Thursday, April 1, 2021

Georgina Gonsalves- Core Post #4- Genre

 In reference to Feuer and Kackman, melodrama is closely dissected by the determining characteristics of the genre. Both bring into question what determines “quality television”. Personally I was drawn to Jason Mitchell’s opinion in Kackman’s reading- a complex narrative that blends episodic and serial narrative techniques, an operational aesthetic. I agree with his words, quality television “embraces a dream of a more complex world” that audiences crave and find more intellectually stimulating and exciting to have complexity in narrative, especially collision with cultural and gender politics, as he explained.

 Key characteristics of melodrama are narrative that the audience follows and the use of intensification. A tendency in soap operas, (and no other genre in the same way) is the magnification of emotion and intensity consistently throughout the soap. All elements of the production are dramaticized. The camera work makes use of dramatic zooms, log pauses to build emotion and temporary closure between scenes, intense music, and of course, acting that “transgresses the norms of “realistic” TV acting. 

Something I found particularly interesting and present in both readings was the ever-lasting battle of the “moral universe” and the “indefinitely expandable middle”. The lack of closure present in soap operas is also present in the analysis of Lost by Kackman. In soap operas, the good and evil are constantly at war, as Feuer puts it, “the good never receive what they are due or deserve, while the evil never fully triumph.” This creates a continuous back and forth of wins and losses for both the good and the evil, never bringing closure or a happy ending, or an ending at all. This “indefinitely expandable middle” and lack of closure in the case of Lost, is different in context, however, the audience views it structurally similar. The evil being the inner demons the characters face that hold them back from triumph that they may or may not overcome, and the anxiety it brings its viewers not knowing if the characters will prevail or not. Both leave the viewers longing for a sense of peace and closure that may or may not come, or may be short-lived.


> **REQUIREMENT**: Return every line from the listing where the word "atmosphere" occurs.
(RECORDS begins)
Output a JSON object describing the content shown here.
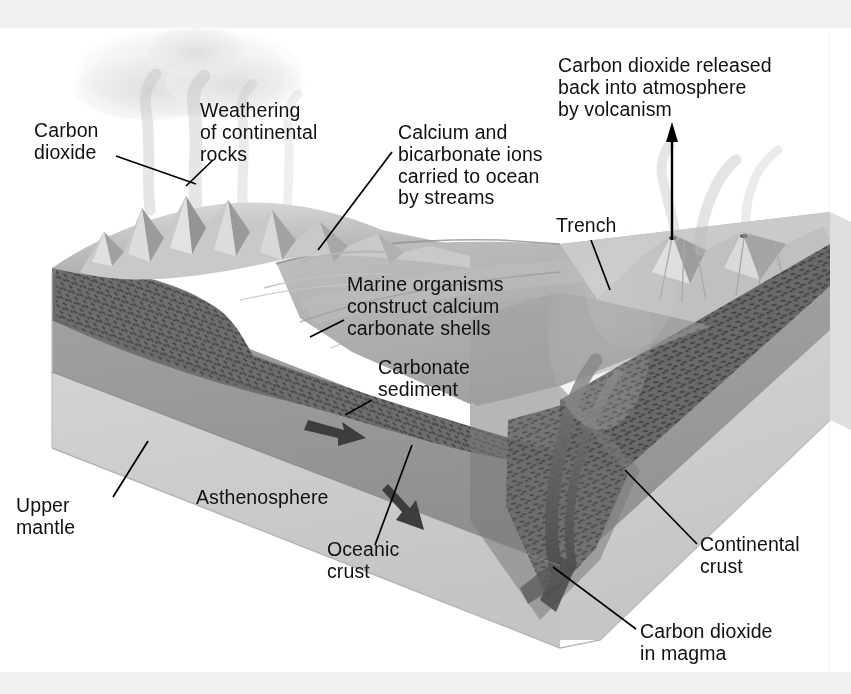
{
  "figure": {
    "kind": "block-diagram",
    "palette": {
      "background": "#ffffff",
      "scan_band": "#f0f0f0",
      "text": "#111111",
      "leader_line": "#000000",
      "continental_crust_dark": "#6e6e6e",
      "crust_hatch": "#4a4a4a",
      "upper_mantle": "#9a9a9a",
      "asthenosphere": "#cfcfcf",
      "ocean_surface": "#b9b9b9",
      "ocean_deep": "#a6a6a6",
      "land_light": "#d2d2d2",
      "land_shadow": "#8d8d8d",
      "sediment": "#c3c3c3",
      "plume": "#bdbdbd",
      "cloud": "#e4e4e4",
      "magma": "#5c5c5c"
    }
  },
  "labels": [
    {
      "id": "carbon-dioxide-atmosphere",
      "text": "Carbon\ndioxide",
      "x": 34,
      "y": 120,
      "align": "left",
      "leader": [
        [
          116,
          156
        ],
        [
          196,
          184
        ]
      ]
    },
    {
      "id": "weathering-of-continental-rocks",
      "text": "Weathering\nof continental\nrocks",
      "x": 200,
      "y": 100,
      "align": "left",
      "leader": [
        [
          213,
          160
        ],
        [
          186,
          186
        ]
      ]
    },
    {
      "id": "calcium-bicarbonate-ions",
      "text": "Calcium and\nbicarbonate ions\ncarried to ocean\nby streams",
      "x": 398,
      "y": 122,
      "align": "left",
      "leader": [
        [
          392,
          152
        ],
        [
          318,
          250
        ]
      ]
    },
    {
      "id": "carbon-dioxide-released-volcanism",
      "text": "Carbon dioxide released\nback into atmosphere\nby volcanism",
      "x": 558,
      "y": 55,
      "align": "left",
      "leader": null
    },
    {
      "id": "trench",
      "text": "Trench",
      "x": 556,
      "y": 215,
      "align": "left",
      "leader": [
        [
          591,
          240
        ],
        [
          610,
          290
        ]
      ]
    },
    {
      "id": "marine-organisms-shells",
      "text": "Marine organisms\nconstruct calcium\ncarbonate shells",
      "x": 347,
      "y": 274,
      "align": "left",
      "leader": [
        [
          344,
          320
        ],
        [
          310,
          337
        ]
      ]
    },
    {
      "id": "carbonate-sediment",
      "text": "Carbonate\nsediment",
      "x": 378,
      "y": 357,
      "align": "left",
      "leader": [
        [
          372,
          400
        ],
        [
          345,
          415
        ]
      ]
    },
    {
      "id": "upper-mantle",
      "text": "Upper\nmantle",
      "x": 16,
      "y": 495,
      "align": "left",
      "leader": [
        [
          113,
          497
        ],
        [
          148,
          441
        ]
      ]
    },
    {
      "id": "asthenosphere",
      "text": "Asthenosphere",
      "x": 196,
      "y": 487,
      "align": "left",
      "leader": null
    },
    {
      "id": "oceanic-crust",
      "text": "Oceanic\ncrust",
      "x": 327,
      "y": 539,
      "align": "left",
      "leader": [
        [
          375,
          545
        ],
        [
          412,
          445
        ]
      ]
    },
    {
      "id": "continental-crust",
      "text": "Continental\ncrust",
      "x": 700,
      "y": 534,
      "align": "left",
      "leader": [
        [
          697,
          544
        ],
        [
          625,
          470
        ]
      ]
    },
    {
      "id": "carbon-dioxide-in-magma",
      "text": "Carbon dioxide\nin magma",
      "x": 640,
      "y": 621,
      "align": "left",
      "leader": [
        [
          636,
          629
        ],
        [
          553,
          567
        ]
      ]
    }
  ],
  "arrows": [
    {
      "id": "volcanism-arrow",
      "kind": "straight-up",
      "from": [
        672,
        240
      ],
      "to": [
        672,
        128
      ]
    },
    {
      "id": "asthenosphere-flow-arrow-1",
      "kind": "block",
      "from": [
        314,
        424
      ],
      "to": [
        352,
        440
      ]
    },
    {
      "id": "subduction-flow-arrow-2",
      "kind": "block",
      "from": [
        392,
        492
      ],
      "to": [
        428,
        516
      ]
    }
  ]
}
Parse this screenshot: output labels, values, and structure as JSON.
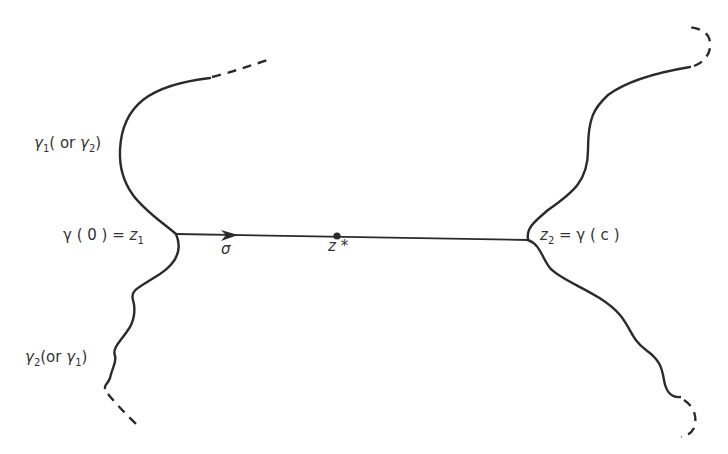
{
  "figure": {
    "labels": {
      "gamma1_upper": {
        "main": "γ",
        "sub": "1",
        "paren_open": "( or ",
        "alt": "γ",
        "alt_sub": "2",
        "paren_close": ")"
      },
      "gamma2_lower": {
        "main": "γ",
        "sub": "2",
        "paren_open": "(or ",
        "alt": "γ",
        "alt_sub": "1",
        "paren_close": ")"
      },
      "start_point": {
        "lhs": "γ ( 0 ) = ",
        "z": "z",
        "z_sub": "1"
      },
      "end_point": {
        "z": "z",
        "z_sub": "2",
        "rhs": " = γ ( c )"
      },
      "segment": "σ",
      "midpoint": "z *"
    },
    "colors": {
      "stroke": "#2b2b2b",
      "text": "#333333"
    }
  }
}
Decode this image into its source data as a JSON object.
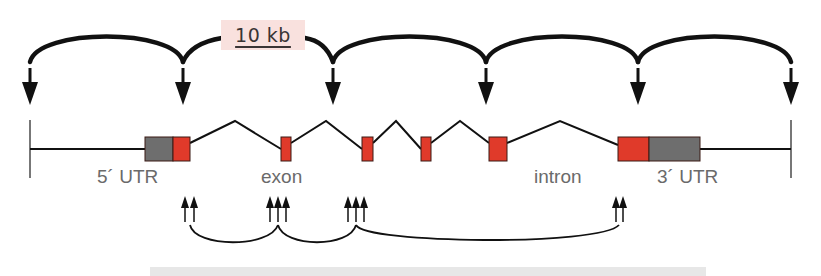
{
  "figure": {
    "type": "gene structure diagram",
    "scale_bar": {
      "label": "10 kb"
    },
    "labels": {
      "five_utr": "5´ UTR",
      "exon": "exon",
      "intron": "intron",
      "three_utr": "3´ UTR"
    },
    "top_arrow_positions_x": [
      30,
      183,
      333,
      486,
      638,
      791
    ],
    "exons": [
      {
        "name": "5' UTR",
        "x": 145,
        "w": 28,
        "color": "#6e6e6e"
      },
      {
        "name": "exon 1",
        "x": 173,
        "w": 17,
        "color": "#e03a2a"
      },
      {
        "name": "exon 2",
        "x": 281,
        "w": 10,
        "color": "#e03a2a"
      },
      {
        "name": "exon 3",
        "x": 362,
        "w": 11,
        "color": "#e03a2a"
      },
      {
        "name": "exon 4",
        "x": 421,
        "w": 10,
        "color": "#e03a2a"
      },
      {
        "name": "exon 5",
        "x": 489,
        "w": 18,
        "color": "#e03a2a"
      },
      {
        "name": "exon 6",
        "x": 618,
        "w": 31,
        "color": "#e03a2a"
      },
      {
        "name": "3' UTR",
        "x": 649,
        "w": 51,
        "color": "#6e6e6e"
      }
    ],
    "bottom_arrow_groups": [
      {
        "count": 2,
        "x": 190
      },
      {
        "count": 3,
        "x": 284
      },
      {
        "count": 3,
        "x": 366
      },
      {
        "count": 2,
        "x": 646
      }
    ],
    "colors": {
      "exon": "#e03a2a",
      "utr": "#6e6e6e",
      "line": "#111111",
      "scale_bg": "#f9e1de"
    }
  }
}
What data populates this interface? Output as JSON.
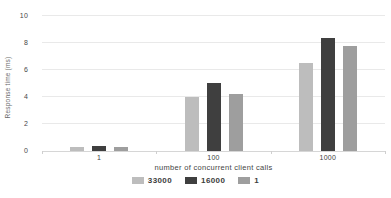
(RECORDS ends)
> **SOLUTION**:
      "id": "carbon-dioxide-atmosphere",
      "text": "Carbon dioxide released\nback into atmosphere\nby volcanism",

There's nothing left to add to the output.